(Your task)
Repeat exactly the lines of the entries below from the one with "Image resolution: width=722" through the one with "Locate an element", both ends included, and nothing else.

(Records shown)
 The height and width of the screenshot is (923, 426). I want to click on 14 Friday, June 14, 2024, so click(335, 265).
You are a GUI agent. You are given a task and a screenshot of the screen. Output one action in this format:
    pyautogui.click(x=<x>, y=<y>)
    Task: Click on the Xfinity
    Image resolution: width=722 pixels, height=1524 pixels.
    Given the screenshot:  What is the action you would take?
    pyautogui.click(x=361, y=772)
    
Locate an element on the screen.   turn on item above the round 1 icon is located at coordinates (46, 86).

---

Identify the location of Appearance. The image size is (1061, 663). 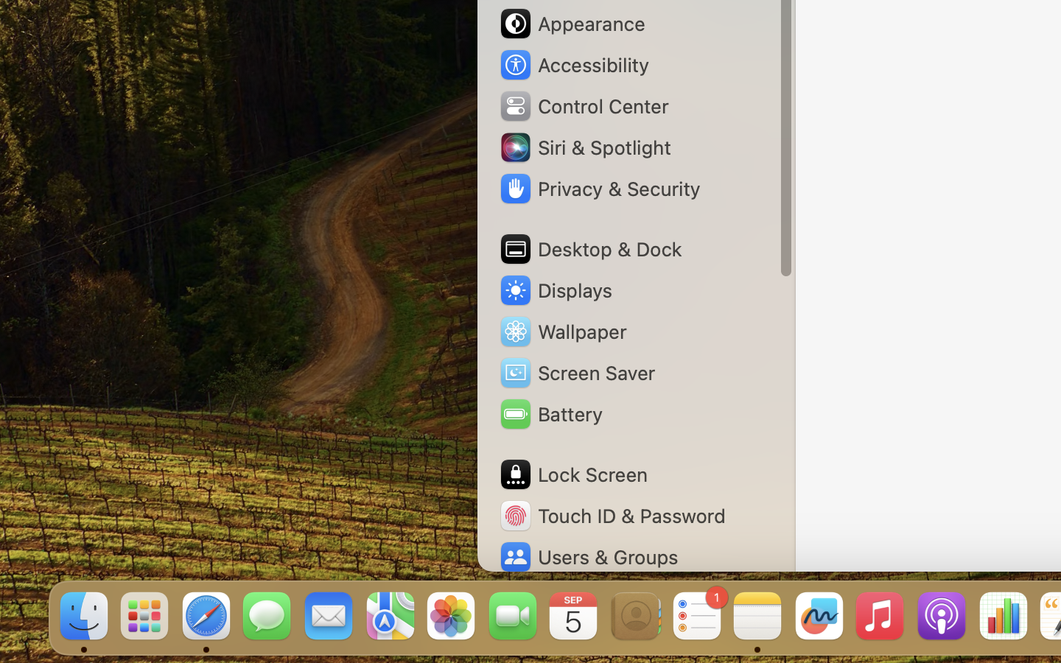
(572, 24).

* * *

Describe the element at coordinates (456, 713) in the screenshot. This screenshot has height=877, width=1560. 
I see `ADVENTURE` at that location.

(Result for this task)
    Image resolution: width=722 pixels, height=1524 pixels.
    Given the screenshot:  What is the action you would take?
    pyautogui.click(x=361, y=772)
    
Locate an element on the screen.   turn on item above the round 1 icon is located at coordinates (46, 86).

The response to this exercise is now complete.